The Hiscocks shared their sailing adventures in several books and made this 16mm color documentary about their second circumnavigation aboard their 30 foot sloop, Wanderer III.
The couple departed from Yarmouth Isle of Wight on the 19th of July 1959 and returned on August 8th, 1962. Prior to their departure, the BBC provided some camera training, a 16mm windup camera, and 4000 feet of color film stock.
During their 30,189 mile circumnavigation, Eric and Susan meticulously filmed their voyage and their many land falls.
On their return, the BBC edited a 91-minute documentary based on a script and narration written by Eric.
The finished film aired on BBC television in January 1963.
Working with the Beaulieu Film and Video Library at the UK National Motor Museum Trust, TheSailingChannel.TV has restored "Beyond the West Horizon" and digitally remastered it to HD.

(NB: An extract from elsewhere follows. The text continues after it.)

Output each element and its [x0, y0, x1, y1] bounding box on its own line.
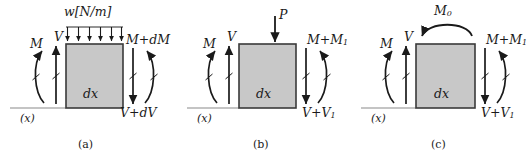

Saturday, October 19, 2013

The Living Planet - The Open Ocean



This programme concentrates on the marine environment. Attenborough goes underwater himself to observe the ocean's life forms and comment on them at first hand.
He states that those that live on the sea bed are even more varied than land inhabitants.
Much sea life is microscopic, and such creatures make up part of the marine plankton.
Some animals are filter feeders and examples include the manta ray, the basking shark and the largest, the whale shark.
Bony fish with their swim bladders and manoeuvrable fins dominate the seas, and the tuna is hailed as the fastest hunter, but the superiority of these types of fish did not go unchallenged: mammals are also an important component of ocean life.
Killer Whales, dolphins, narwhals and Humpback Whales are shown, as well as a school of beluga whales, which congregate annually in a bay in the Canadian Arctic — for reasons unknown. Marine habitats can be just as diverse as those on dry land.
Attenborough surmises that the coral reef, with its richness of life, is the water equivalent of the jungle.
Where the breezes of the Gulf Stream meet those of the Arctic, the resulting currents churn up nutrients, which lead to vegetation, the fish that eat it, and others that eat them.
Attenborough remarks that it is man who has been most responsible for changing ocean environments by fishing relentlessly, but in doing so has also created new ones for himself — and this leads to the final episode.